Manuel de Falla (1876-1946)
Siete canciones populares españolas
Although de Falla spent seven beautiful years of his life in Paris, exposed to the art of Debussy and Ravel, he was a true, Cadiz-born Andalusian. And, as an Andalusian, he almost naturally permeated his music with that hardly definable phenomenon, the duende.
Between his piano concerto nicknamed “Nights in the Gardens of Spain” (1909) or the opera La vida breve, and his song cycle Siete canciones populares españolas and his ballet El amor brujo (1915), he wrote music rooted in his native culture and full of significant expression. Federico Garcia Lorca reminds us that “the great artists of the Spanish South know very well that there is no real emotion in song, dance, or play, without the duende.”
Although this cycle of seven Spanish folksongs brings together melodies and rhythms from the North as well as the South of the country, the duende makes itself felt. Roman Kowal, who devoted a separate essay to these songs, saw in de Falla’s work “the endless cycle of the experience of love,” measured out by the sequence of emotions: “love – happiness – betrayal and – hate,” when one’s lips pronounce the curse of “malaya el amor, malaya!” He saw the seven songs as “a great arch of lament, as an arrested cry, noble, worthy of a Spaniard.”
∙ El paño moruno is an Andalusian solea, song of solitude, jeering and bitter. The songs asks unanswerable questions, the piano gives an impression of a guitar.
∙ Seguidilla murciana. This dance, akin to a bolero, comes from Murcia that borders on Andalusia. Condemnation and curses: “You are like money, going from hand to hand!”
∙ Asturiana is a subdued, lyrical lamento, based on a song from those parts: “the pine wept with me.”
∙ Jota. This dancing song, of Aragonian origin, is on the antipodes of canto hondo. “Farewell! Farewell… until tomorrow.”
∙ Naña. A new moment of lyrical musing: a lullaby weaves an arabesque of a melody over a piano ostinato. It borders on silence: „Sleep, my child, sleep.”
∙ Canción is a song of curse and contempt. “How treacherous are your eyes! Let them be buried!”
∙ Polo is a return to the point of departure, the canto hondo of Andalusia, a solea, a lonely man’s complaint of his fate, more cried out than sung.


• _Instructions to follow_
Copy each record below faithfully, leaving out images.

Collection entries:
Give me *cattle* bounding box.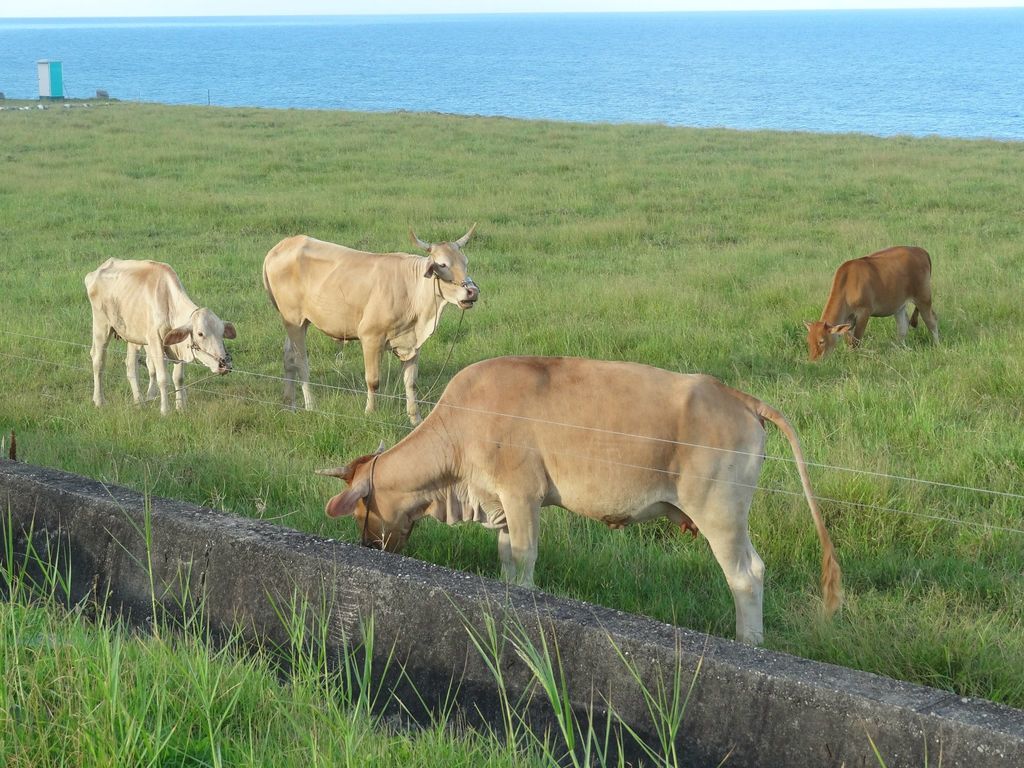
crop(805, 243, 939, 361).
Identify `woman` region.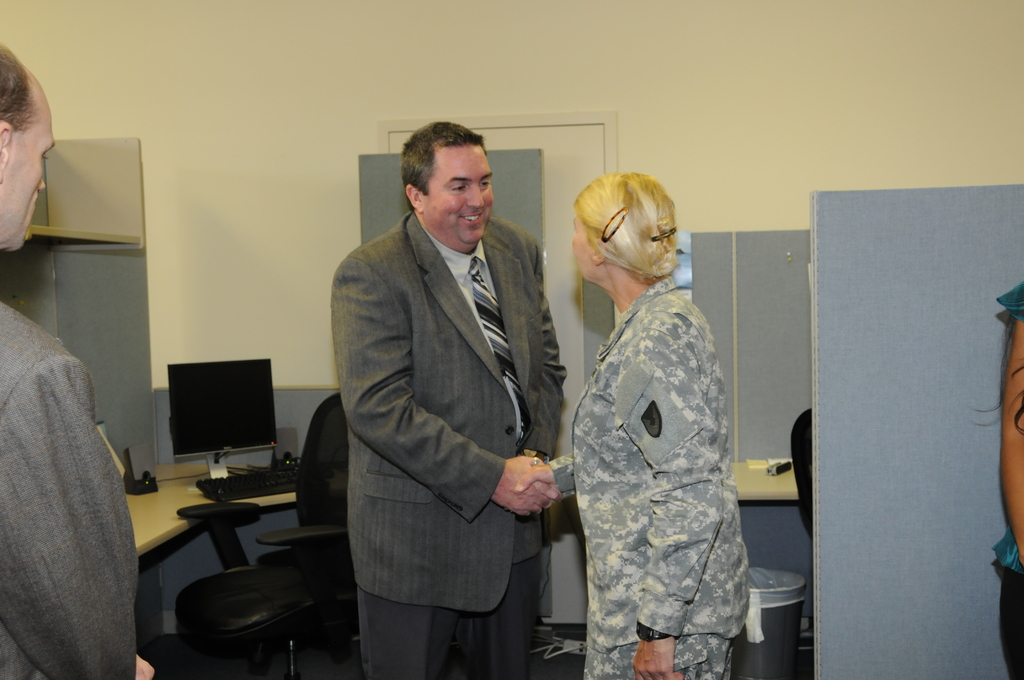
Region: pyautogui.locateOnScreen(547, 162, 765, 679).
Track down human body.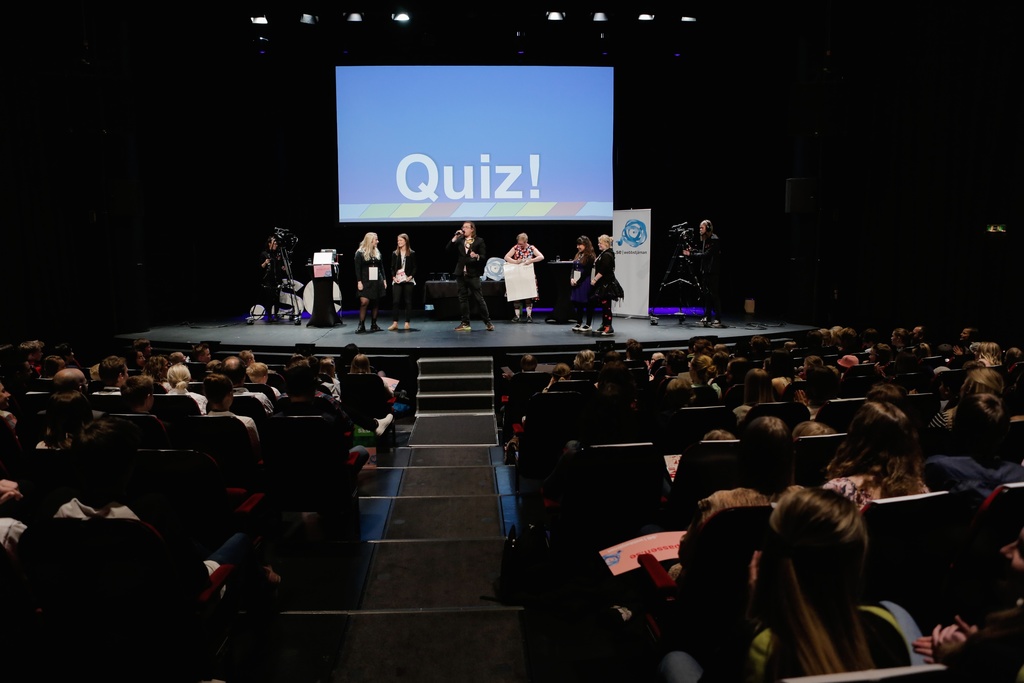
Tracked to detection(590, 236, 623, 335).
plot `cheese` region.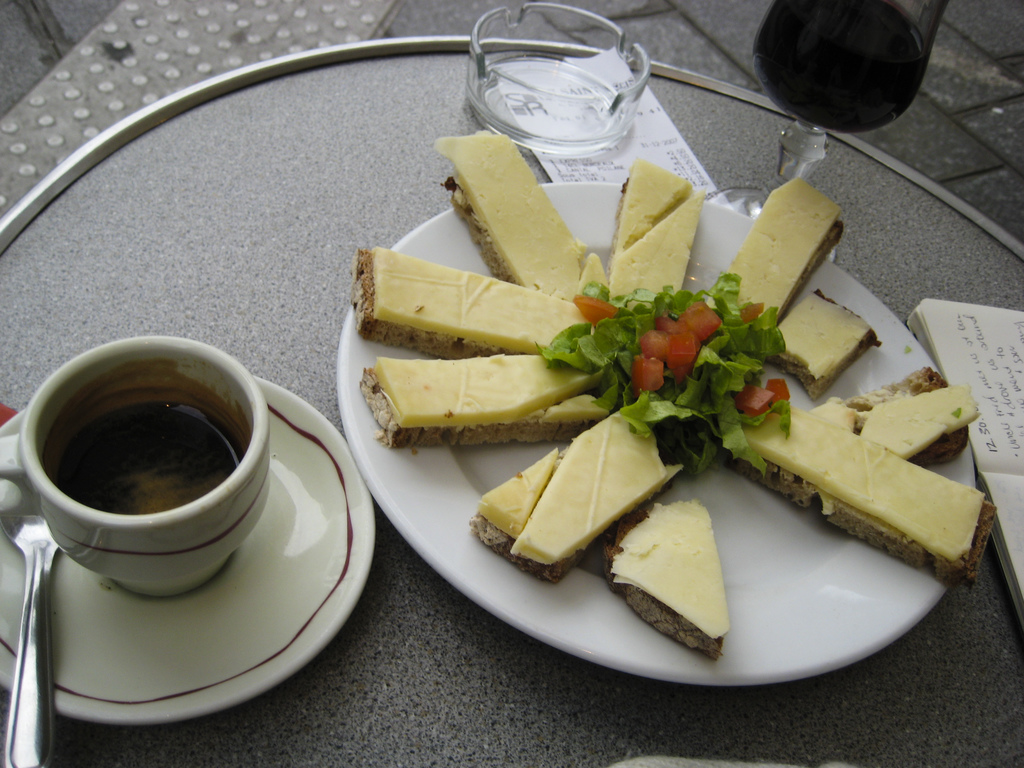
Plotted at box(371, 352, 598, 431).
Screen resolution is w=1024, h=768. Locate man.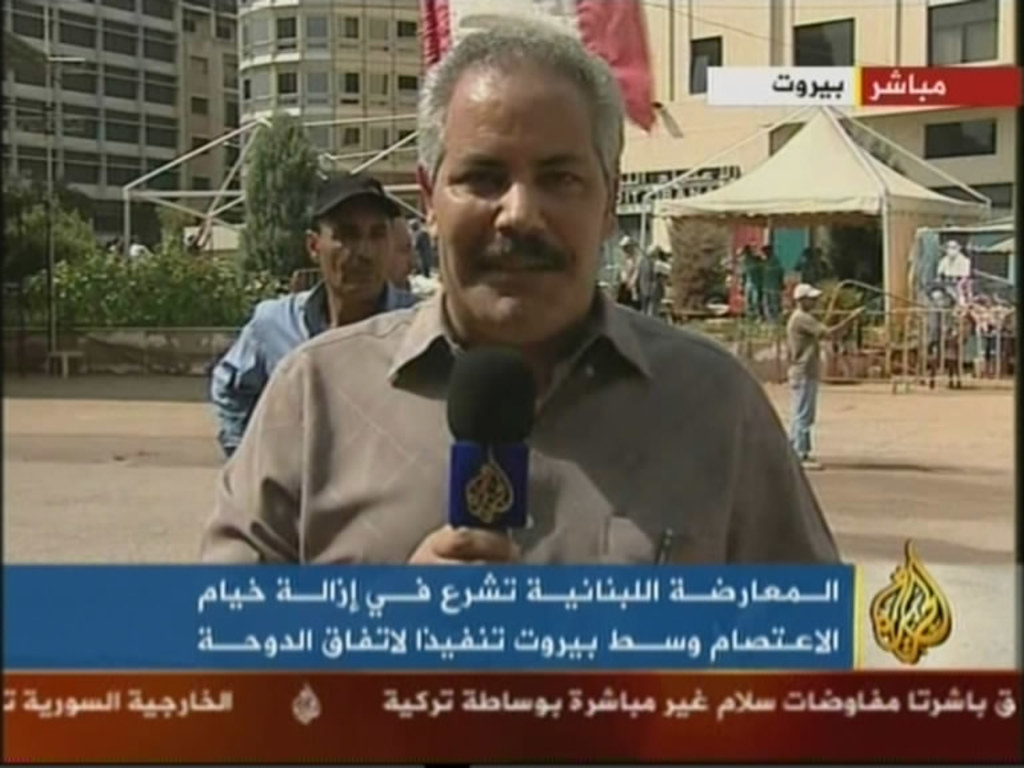
[x1=260, y1=144, x2=879, y2=723].
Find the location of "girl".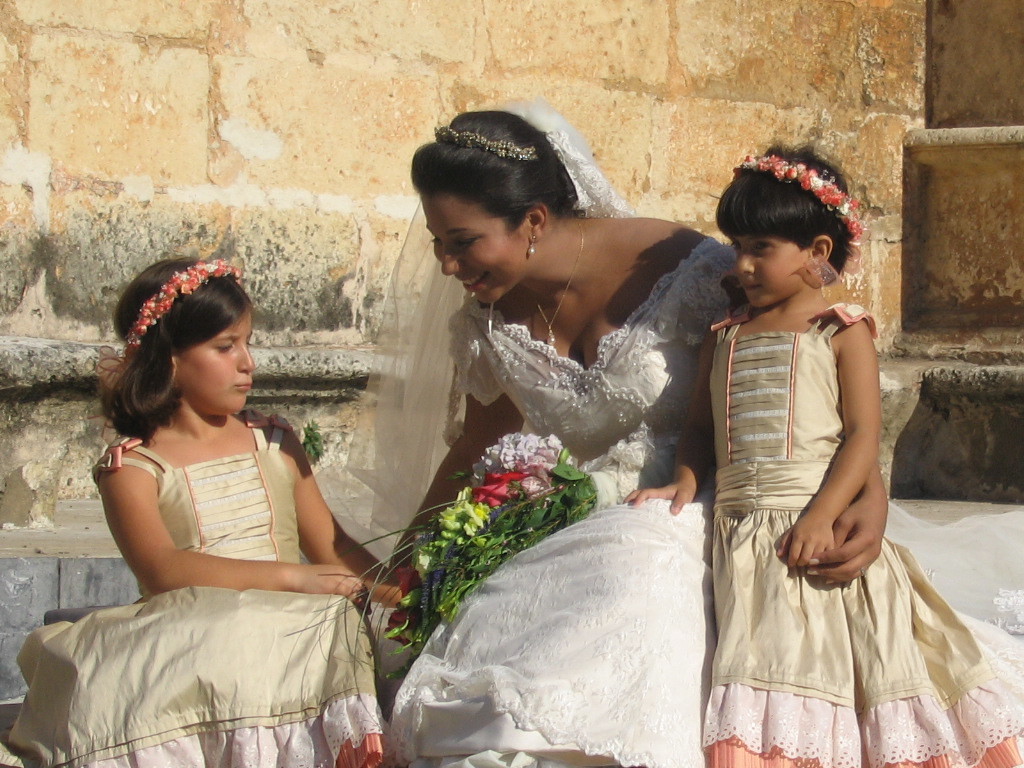
Location: bbox=(616, 138, 1023, 767).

• _Solution to the exercise_
Give me *cattle* bounding box.
crop(805, 243, 939, 361).
Identify `woman` region.
Region: pyautogui.locateOnScreen(547, 162, 765, 679).
Track down human body.
Tracked to detection(590, 236, 623, 335).
plot `cheese` region.
Plotted at box(371, 352, 598, 431).
Screen resolution is w=1024, h=768. Locate man.
[x1=260, y1=144, x2=879, y2=723].
Find the location of "girl".
Location: bbox=(616, 138, 1023, 767).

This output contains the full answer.